When the Mori Clan controlled the mines the silver was shipped out along the Kitamaebune trade route along the Sea of Japan, the closest and easiest way. Once the Shogunate took over using that route would have meant sailing around the territory that the Mori had been confined to after their defeat by te Tokugawa, and so I guess they thought that not so smart and kind of inviting trouble...


Monday, June 30, 2025

Tatara Shrine Kawamoto

 


At the edge of Kawamoto on my way out of town is a small wayside shrine.


It is a Tatara Shrine, tatara being the traditional type of forge used in historical Japan to create iron and steel out of iron sand. Iron production was a huge industry bu in the mountainous areas of Izumo, but I have found numerous small Tatara shrines in the mountains of Iwami too.


Right next to the shrine was a small wayside Buddhist altar, a not uncommon thing, finding the two together as they were less differentiated in former times.
 


Inside the "shinto" shrine the largest statue was a Zuijin, shinto guardian equivalent to a Buddhist Nio. There was also what appeared to be a Buddhist statue along with a fox, an Ebisu, and a Daikoku. Quite an eclectic mix.


A large bottle of sake, or Omiki as it is called when offered to the kami, indicates that the shrine is somewhat active. Not sure which Buddhist deity is enshrined next door, but it has a Jizo as well.


The previous ost in this series documenting my walk up the Gonokawa River to its source was on passing by Kawamoto


Tuesday, May 6, 2025

Passing by Kawamoto

 


Kawamoto is the biggest town on the Gonokawa River since leaving Gotsu ate the mouth of the river about 35 kilometers downstream.


The river does a more than ninety degree bend here and the town is all on the inside of the curve, with the outside being steep cliffs and mountainside.


However, I choose to walk along the embankment and therefore completely by-pass the town itself.

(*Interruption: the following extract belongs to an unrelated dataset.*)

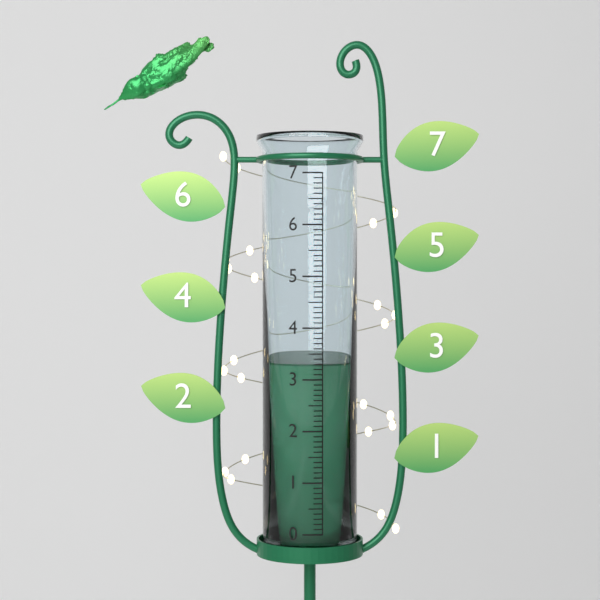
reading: 3.3 (no unit)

Photo 6 shows Senganji Temple on the mountainside overlooking the town. I visited it earlier as it is one of the temples on the Iwami Kannon Pilgrimage and that post has several photos looking down on the town.


The town has a big town hall, Police Station, Indoor Swimming Pool and primarily serves as a shopping and services centre for the surrounding rural and mountain communities.